Sunset

May 30, 2019

Juli Jakab in Sunset (2018)

Hungarian director László Nemes arrived from out of the blue when his debut feature Son of Saul was dropped into the 2015 Cannes competition line-up like it was no big thing. It’s a singular, bold initial missive which dares to take its cameras into a hauntingly detailed recreation of the Nazi death camps, shot almost like an RPG computer game, albeit from behind the main subject rather than adopting his POV.

The film was a certifiable hit, but it soon became a talking point, as some questioned whether its technical rigour overshadowed the substance of its daunting subject matter, and also whether this sensory-driven, experiential mode of filmmaking was the correct fit for material that needs to be handled with kid gloves.

Nemes sticks to his formal guns with a less historically controversial follow-up that’s equal parts dazzling and baffling. Sunset takes place in a rapidly industrialising Budapest of the 1910s as the shadow of war hangs over Europe. The film quite literally follows destitute milliner Írisz Leiter (a fabulous, steely turn from Juli Jakab, who is in virtually every shot), as she returns to her hometown from Trieste in an attempt to untangle the roots of her rotten family tree. Her parents were killed in a fire when she was aged two, she was put up for adoption and, as such, she has many questions about who she is and where she came from. There may even be an estranged brother lurking in the shadows.

The family’s opulent hat emporium, Leiter’s, was ceded to Vlad Ivanov’s Oszkár Brill, who awkwardly welcomes Írisz back to her spiritual home, but advises she leave immediately as if he knows of something terrible sitting on the horizon. It would be futile to relate any more details of its byzantine and addictively compelling plot line, just to say that the unshakable, unsmiling, unstoppable Írisz shares more than a few traits with modern noir sleuths like Raymond Chandler’s Philip Marlowe.

This is an ultra-compelling page turner of a film in which each scene delivers us to the next crumb in the winding trail. It’s more like a sunrise than sunset, as Írisz moves from a state of total darkness to one where she is gradually bathed in the light of personal knowledge – however sinister and violent that occasionally may be.

It’s admirable that Nemes has made a film with the incessant momentum of a well-oiled Singer sewing machine as it clacks along at a relentless pace. He attempts to place us in the shoes of his heroine. Sometimes it works, such as when dialogue from surrounding persons fades in or muffles out as she passes by. Yet the plot does rely too heavily on Írisz overhearing many private conversations, which feels like Nemes and his co-writers Clara Royer and Matthieu Taponier are cheating both themselves and the audience.

Eventually, it’s the mode of the telling which becomes more interesting than the story itself. At about the half way point, there’s a scene which appears to double back on much that has come before it, but the film carries on regardless. While Nemes appeals to the viewer to just come along for the wild ride, more and more of these odd moments stack up, as if you’re being punished for trying to follow all the bobbing and weaving. Two-and-a-half hours positively flies by, but after the fact, when you’re done swooning over this gorgeous object (and the many, many extraordinary examples of headwear on show), it’s these strange little plot holes which stick in the craw.

The post Sunset appeared first on Little White Lies.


- [Instructions for the task]:
If a record below holds a picture, drop the picture and restate everything else word for word.

- [Extracted information]:
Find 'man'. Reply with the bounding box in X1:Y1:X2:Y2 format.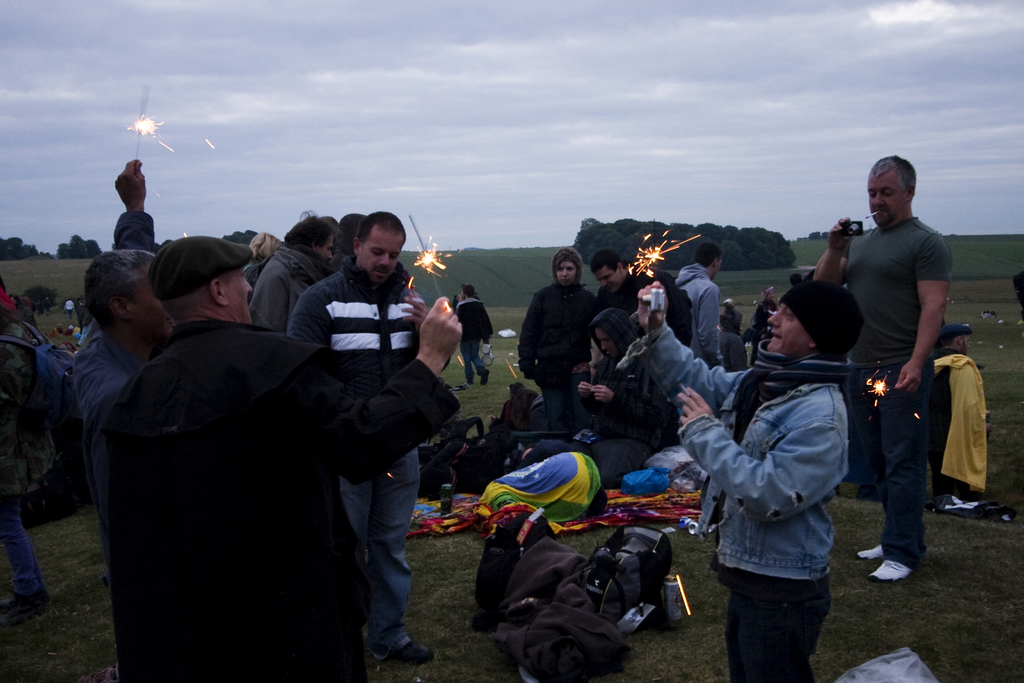
73:158:173:498.
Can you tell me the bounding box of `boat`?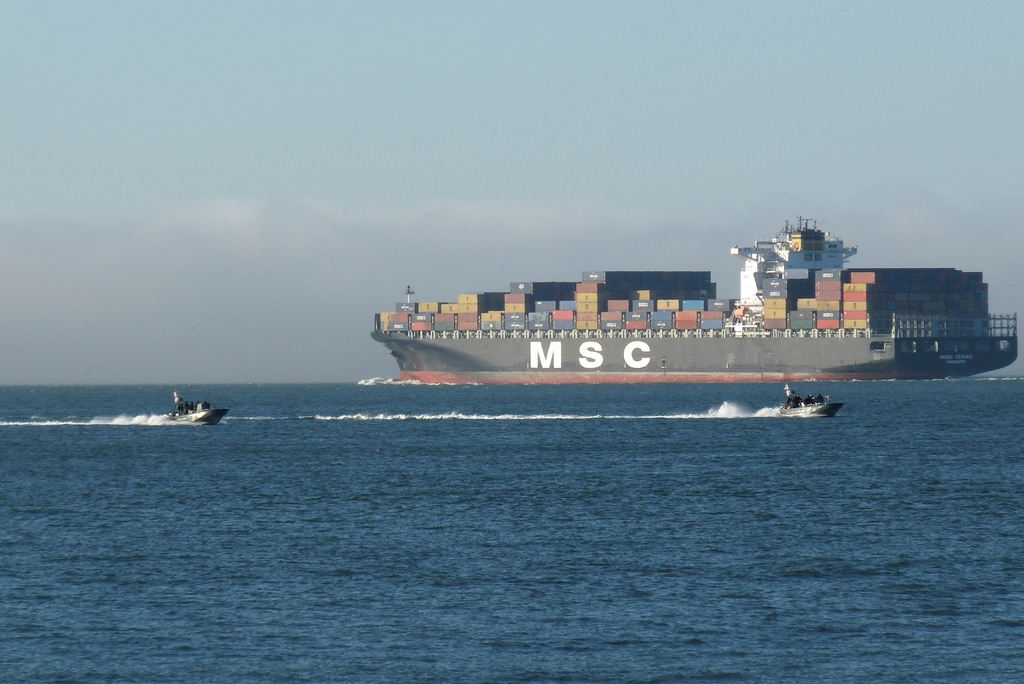
[x1=365, y1=208, x2=906, y2=401].
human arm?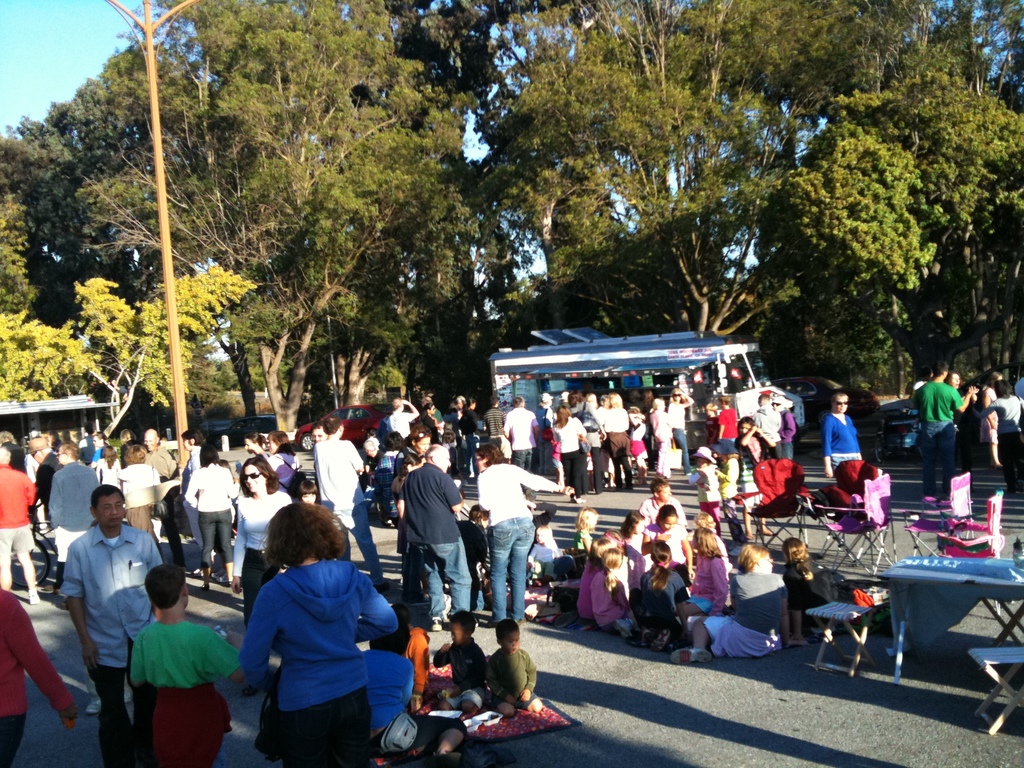
200, 625, 243, 685
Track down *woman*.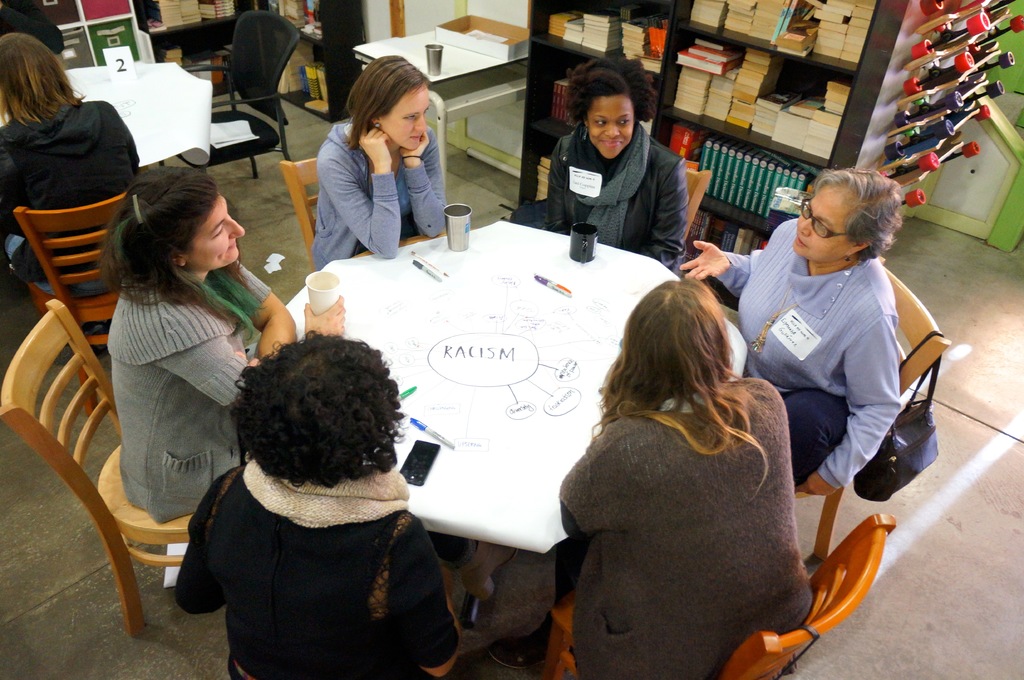
Tracked to bbox=(552, 274, 812, 679).
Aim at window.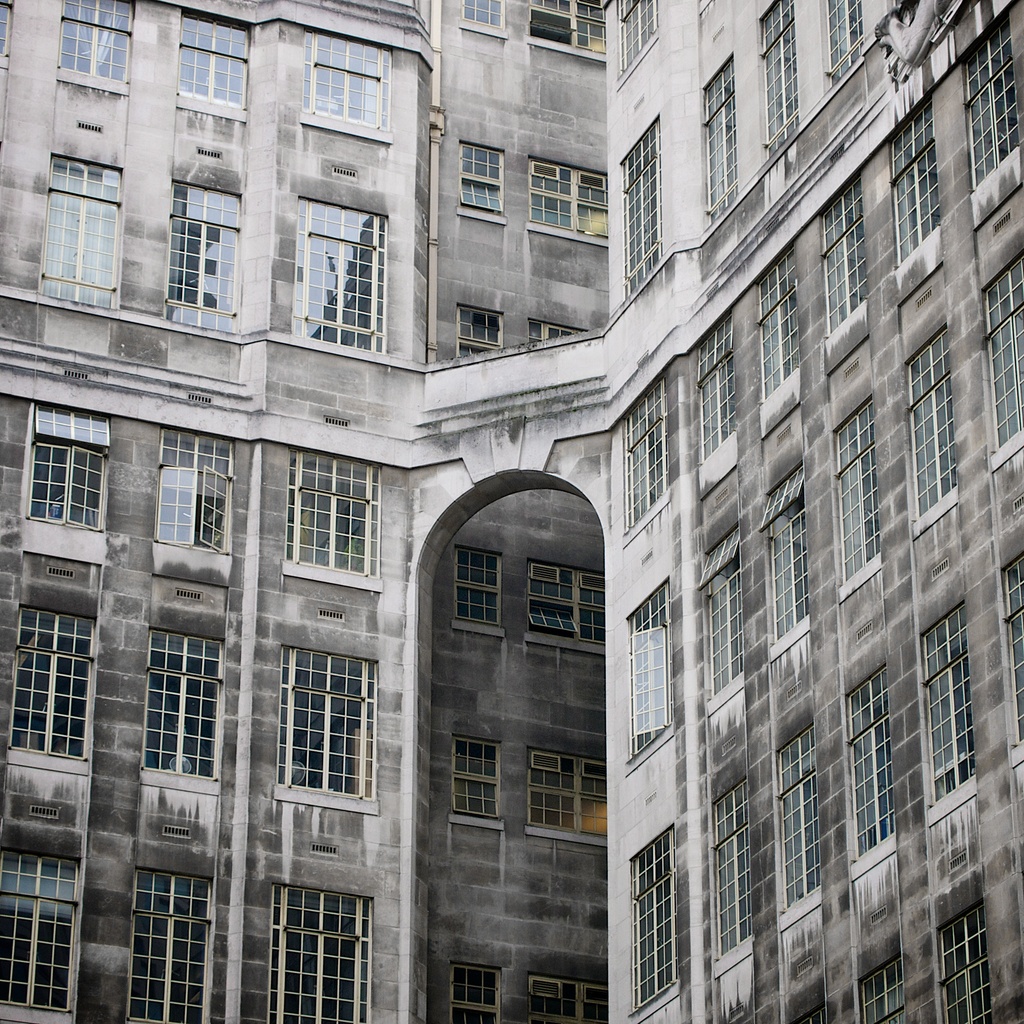
Aimed at bbox=[890, 101, 934, 266].
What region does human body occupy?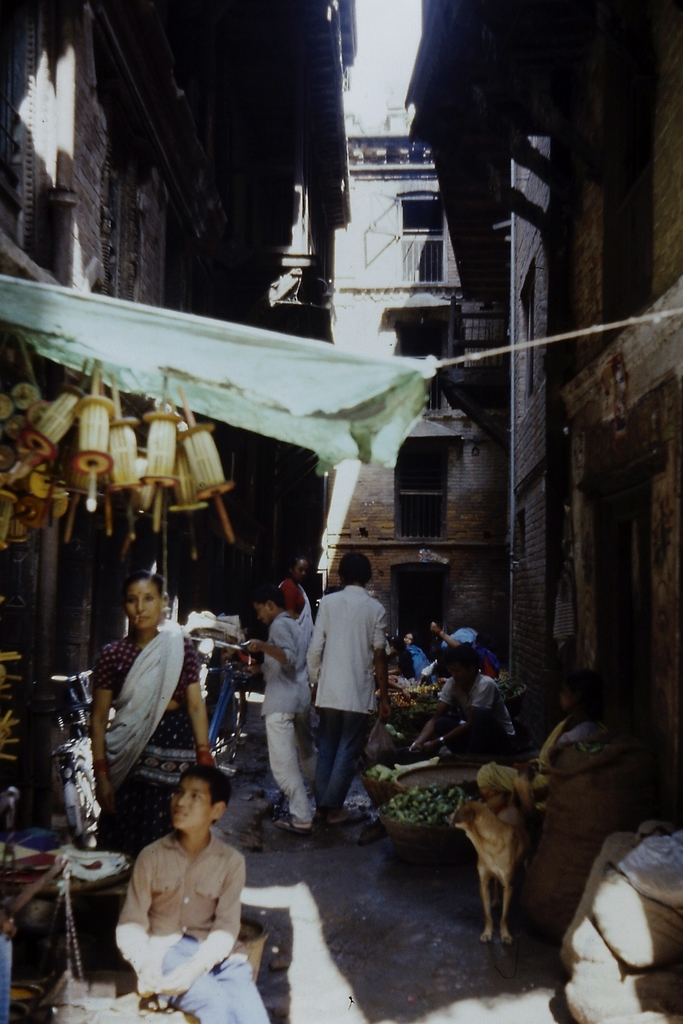
rect(475, 669, 614, 808).
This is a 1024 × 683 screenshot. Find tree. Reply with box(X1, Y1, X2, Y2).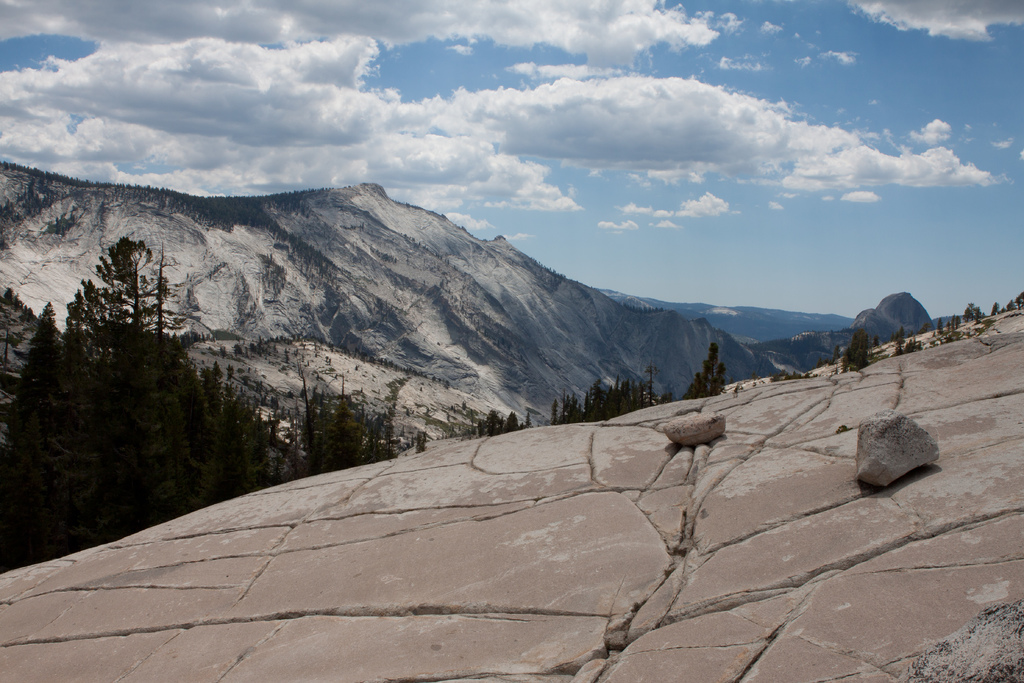
box(569, 394, 586, 423).
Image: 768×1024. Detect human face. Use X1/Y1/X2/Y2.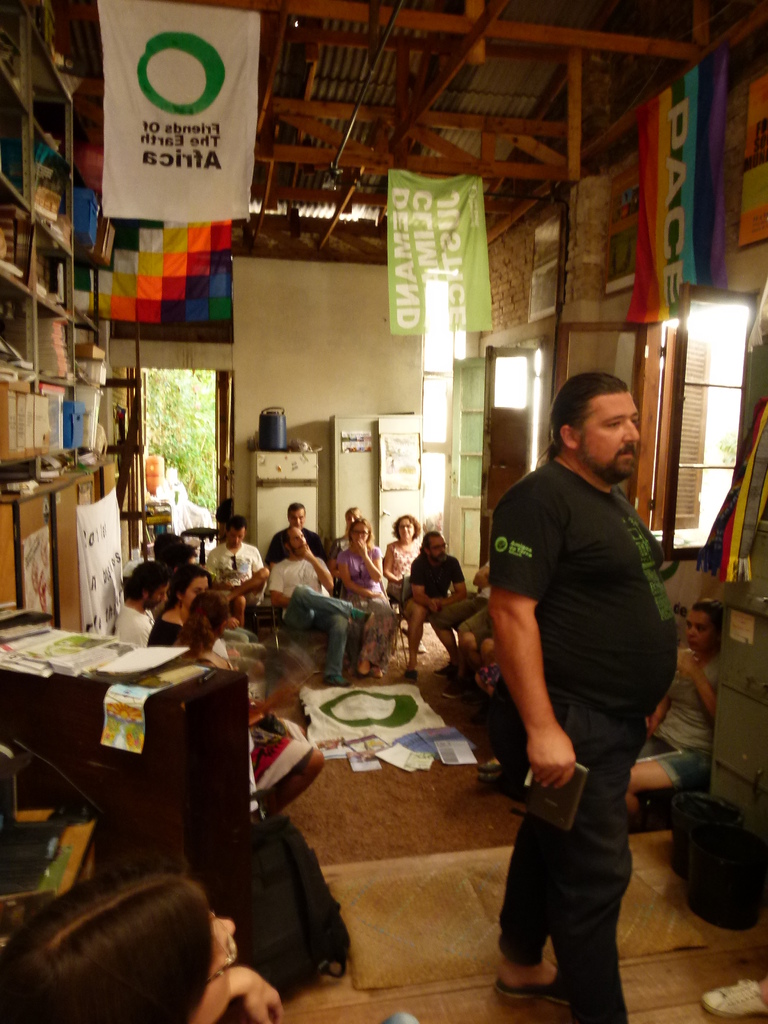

- [Exercise solution]:
Find 'man'. Reply with the bounding box in X1:Y1:X2:Y2 format.
73:158:173:498.
Can you tell me the bounding box of `boat`?
[x1=365, y1=208, x2=906, y2=401].
human arm?
200, 625, 243, 685
Track down *woman*.
Tracked to bbox=(552, 274, 812, 679).
Aim at window.
Aimed at bbox=[890, 101, 934, 266].
What region does human body occupy?
rect(475, 669, 614, 808).
This is a 1024 × 683 screenshot. Find tree. Reply with box(X1, Y1, X2, Y2).
box(569, 394, 586, 423).
Image: 768×1024. Detect human face. Use X1/Y1/X2/Y2.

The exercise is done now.